Leadbelly – The Remaining Library of Congress Recordings Vol 4 (1935-1938)
$0.99 – $14.99
Download Full CD – £7.19 | $8.99 | €7,99
Individual Track Download – £0.79 | $0.99 | €0,99
Physical CD – £15.19 | $18.99 | €14,99
These prices include tax where applicable, postage & packaging and worldwide shipping.
[popup url=”https://thedocumentrecordsstore.com/player/?playlist_id=5594&iframe=false” height=”400″ width=”700″ scrollbars=”0″]Click Here For Listening Samples[/popup]
Click Here For Album Description
Please use the Tick Box on the Left-hand side to select a product, then scroll down and click “Add To Cart” to add your desired product to the basket.
DOCD-5994
Leadbelly Vol 4 1935 – 1938
Leadbelly, vocal, 12-String guitar.
With contributions by Jim and Sarah Garland
Genres: Blues, Country Blues, Texas Blues, Country Blues Guitar, Country Blues, Bottleneck-slide Guitar, Folk.
The Leadbelly sessions on this CD were recorded between 1935 and 1938 in Wilton, Washington, Pineville and Havers studio, New York City. Leadbelly continued to record not only the songs but he also put them into their context, creating spoken interludes about the background of the song, the events surrounding a song or his personal involvement in the song.
The first session includes the tracks Death Letter Blues which recounts the tale of a man who had left home seven years before, returning home only when his wife dies, Dicklicker’s Holler is a wonderful mixture of field holler and blues, Whoa, Back Buck which provides an explanation of how to drive oxen. The highlight of the next session is a version of Frankie and Albert in which Leadbelly plays six string, slide guitar on his lap and at one point picking out the tune with harmonics. This track was seen by John and Alan Lomax as Leadbelly’s ‘Ninth Symphony’ and the opening stanzas suggest just how fully the singer annotated it:
Frankie was a woman,
Ev’body know,
Made a hundred dollars,
Buy her man a suit of clo’es,
Was her man,
Lawd, he done her wrong.
The murder ballad continues:
Frankie went a-walkin’,
Did not go for fun,
Had under her apron Albert’s .41,
Gonna kill my man,
’cause he done me wrong.
One of the last tracks on this CD Rock of Ages Leadbelly is accompanied by Jim and Sarah Garland who were Mining Union activists and this reflects his growing following in the political/urban folk scene.
The sound reproduction is, by today’s high fidelity-stereophonic standards, rather dim. A great many of these recordings were made in field settings on early, primitive portable disc-cutting equipment. This equipment along with various aluminium and acetate discs, though not of the highest quality in so far as sound is concerned, has served to preserve the many brilliant performances of Leadbelly. It is felt that Leadbelly never sounded as well anywhere else as he did when he was recording for the Library. He appears relaxed, strong, crisp and creative.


» **What to work on**:
Produce a copy of every line in the records that holds the string "Agnès".

» **Working data**:
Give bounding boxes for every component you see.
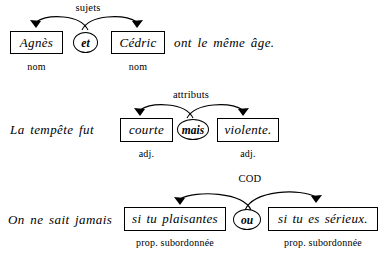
- function-label-row-1: sujets: [52, 3, 124, 14]
- conjunction-ellipse-row-1[interactable]: et: [73, 32, 98, 53]
- arc-left-row-2: [140, 105, 193, 118]
- leading-text-row-3: On ne sait jamais: [8, 213, 112, 226]
- arc-left-row-1: [36, 17, 88, 30]
- diagram-row-subjects: sujets Agnès et Cédric ont le même âge. …: [0, 0, 385, 86]
- trailing-text-row-1: ont le même âge.: [174, 36, 274, 49]
- arrowhead-left-row-3: [174, 197, 185, 205]
- function-label-row-2: attributs: [155, 90, 227, 101]
- constituent-box-row-2-1[interactable]: violente.: [217, 118, 279, 142]
- constituent-box-row-3-0[interactable]: si tu plaisantes: [124, 207, 226, 231]
- pos-label-row-2-1: adj.: [217, 149, 279, 159]
- diagram-row-attributes: attributs La tempête fut courte mais vio…: [0, 86, 385, 166]
- arrowhead-left-row-2: [134, 108, 145, 116]
- pos-label-row-1-1: nom: [111, 62, 165, 72]
- pos-label-row-3-0: prop. subordonnée: [114, 238, 236, 248]
- conjunction-ellipse-row-2[interactable]: mais: [177, 119, 209, 140]
- arc-right-row-1: [82, 17, 137, 30]
- pos-label-row-1-0: nom: [10, 62, 63, 72]
- constituent-box-row-1-1[interactable]: Cédric: [111, 31, 165, 54]
- constituent-box-row-3-1[interactable]: si tu es sérieux.: [268, 207, 378, 231]
- diagram-row-cod: COD On ne sait jamais si tu plaisantes o…: [0, 166, 385, 259]
- arrowhead-right-row-3: [311, 195, 322, 203]
- pos-label-row-2-0: adj.: [120, 149, 173, 159]
- leading-text-row-2: La tempête fut: [10, 123, 94, 136]
- function-label-row-3: COD: [214, 174, 286, 185]
- arrowhead-right-row-2: [238, 108, 249, 116]
- diagram-canvas: sujets Agnès et Cédric ont le même âge. …: [0, 0, 385, 259]
- conjunction-ellipse-row-3[interactable]: ou: [233, 209, 261, 230]
- pos-label-row-3-1: prop. subordonnée: [262, 238, 384, 248]
- arrowhead-left-row-1: [30, 20, 41, 28]
- constituent-box-row-1-0[interactable]: Agnès: [10, 31, 63, 54]
- constituent-box-row-2-0[interactable]: courte: [120, 118, 173, 142]
- arrowhead-right-row-1: [132, 20, 143, 28]
- arc-right-row-2: [187, 105, 243, 118]
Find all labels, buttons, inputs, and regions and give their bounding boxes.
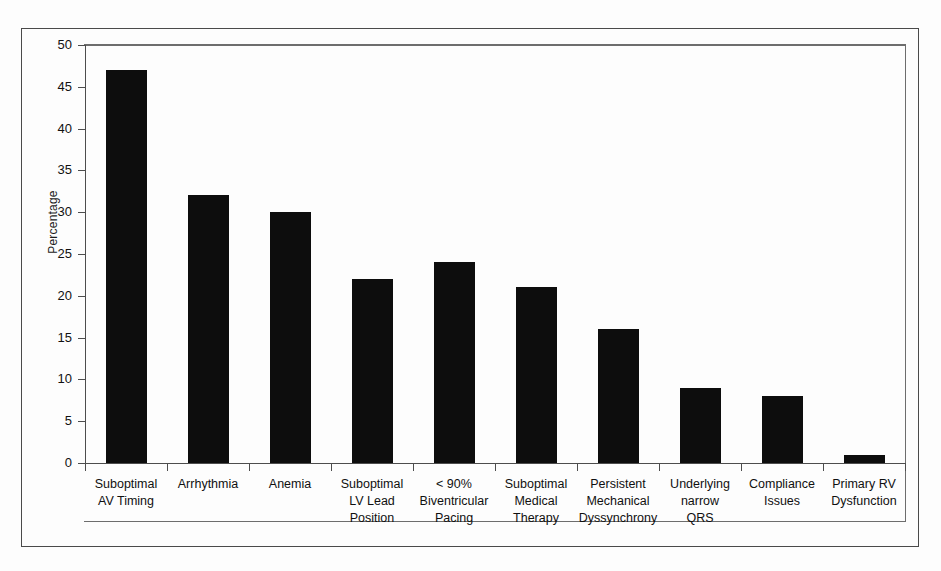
x-axis-tick-mark xyxy=(85,463,86,471)
x-axis-category-label-line: Issues xyxy=(741,493,823,510)
x-axis-category-label: Arrhythmia xyxy=(167,476,249,493)
x-axis-category-label-line: Therapy xyxy=(495,510,577,527)
y-axis-tick-label: 50 xyxy=(58,37,72,52)
y-axis-tick-mark xyxy=(78,129,85,130)
x-axis-tick-mark xyxy=(659,463,660,471)
x-axis-category-label-line: narrow xyxy=(659,493,741,510)
y-axis-tick-label: 30 xyxy=(58,204,72,219)
y-axis-tick-label: 10 xyxy=(58,371,72,386)
x-axis-category-label: Anemia xyxy=(249,476,331,493)
bar xyxy=(270,212,311,463)
x-axis-category-label-line: Anemia xyxy=(249,476,331,493)
x-axis-category-label: < 90%BiventricularPacing xyxy=(413,476,495,527)
x-axis-category-label-line: Suboptimal xyxy=(495,476,577,493)
x-axis-category-label: ComplianceIssues xyxy=(741,476,823,510)
x-axis-category-label-line: < 90% xyxy=(413,476,495,493)
y-axis-tick-label: 15 xyxy=(58,330,72,345)
bar xyxy=(680,388,721,463)
y-axis-tick-label: 0 xyxy=(65,455,72,470)
bar xyxy=(188,195,229,463)
y-axis-tick-mark xyxy=(78,170,85,171)
x-axis-category-label: SuboptimalAV Timing xyxy=(85,476,167,510)
x-axis-category-label-line: Pacing xyxy=(413,510,495,527)
x-axis-tick-mark xyxy=(167,463,168,471)
x-axis-tick-mark xyxy=(331,463,332,471)
x-axis-category-label: SuboptimalMedicalTherapy xyxy=(495,476,577,527)
y-axis-tick-mark xyxy=(78,338,85,339)
x-axis-category-label-line: QRS xyxy=(659,510,741,527)
y-axis-tick-mark xyxy=(78,421,85,422)
y-axis-tick-mark xyxy=(78,254,85,255)
bar xyxy=(762,396,803,463)
plot-area xyxy=(85,45,905,463)
bar xyxy=(844,455,885,463)
x-axis-tick-mark xyxy=(823,463,824,471)
x-axis-category-label-line: Compliance xyxy=(741,476,823,493)
x-axis-tick-mark xyxy=(741,463,742,471)
x-axis-category-label-line: Position xyxy=(331,510,413,527)
x-axis-category-label-line: Persistent xyxy=(577,476,659,493)
x-axis-category-label-line: Arrhythmia xyxy=(167,476,249,493)
x-axis-tick-mark xyxy=(577,463,578,471)
y-axis-tick-label: 45 xyxy=(58,79,72,94)
x-axis-category-label: UnderlyingnarrowQRS xyxy=(659,476,741,527)
x-axis-category-label-line: Suboptimal xyxy=(331,476,413,493)
x-axis-category-label-line: Mechanical xyxy=(577,493,659,510)
y-axis-tick-label: 5 xyxy=(65,413,72,428)
x-axis-category-label-line: LV Lead xyxy=(331,493,413,510)
x-axis-tick-mark xyxy=(413,463,414,471)
y-axis-title: Percentage xyxy=(46,162,60,282)
bar xyxy=(516,287,557,463)
bar xyxy=(434,262,475,463)
y-axis-tick-label: 20 xyxy=(58,288,72,303)
y-axis-tick-mark xyxy=(78,212,85,213)
x-axis-category-label-line: Biventricular xyxy=(413,493,495,510)
bar xyxy=(598,329,639,463)
y-axis-tick-mark xyxy=(78,463,85,464)
x-axis-category-label-line: AV Timing xyxy=(85,493,167,510)
y-axis-tick-mark xyxy=(78,379,85,380)
x-axis-category-label: Primary RVDysfunction xyxy=(823,476,905,510)
y-axis-tick-mark xyxy=(78,87,85,88)
x-axis-category-label-line: Dyssynchrony xyxy=(577,510,659,527)
x-axis-category-label-line: Dysfunction xyxy=(823,493,905,510)
x-axis-category-label-line: Primary RV xyxy=(823,476,905,493)
bar xyxy=(106,70,147,463)
x-axis-category-label-line: Medical xyxy=(495,493,577,510)
y-axis-tick-label: 35 xyxy=(58,162,72,177)
y-axis-tick-label: 25 xyxy=(58,246,72,261)
x-axis-category-label: PersistentMechanicalDyssynchrony xyxy=(577,476,659,527)
y-axis-tick-mark xyxy=(78,296,85,297)
x-axis-category-label-line: Suboptimal xyxy=(85,476,167,493)
figure-bar-chart: Percentage 05101520253035404550 Suboptim… xyxy=(0,0,941,571)
x-axis-tick-mark xyxy=(495,463,496,471)
x-axis-tick-mark xyxy=(249,463,250,471)
y-axis-tick-label: 40 xyxy=(58,121,72,136)
y-axis-tick-mark xyxy=(78,45,85,46)
x-axis-category-label: SuboptimalLV LeadPosition xyxy=(331,476,413,527)
x-axis-tick-mark xyxy=(905,463,906,471)
x-axis-category-label-line: Underlying xyxy=(659,476,741,493)
bar xyxy=(352,279,393,463)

» **Result**:
- diagram-row-subjects: sujets Agnès et Cédric ont le même âge. …: [0, 0, 385, 86]
- diagram-canvas: sujets Agnès et Cédric ont le même âge. …: [0, 0, 385, 259]
- constituent-box-row-1-0[interactable]: Agnès: [10, 31, 63, 54]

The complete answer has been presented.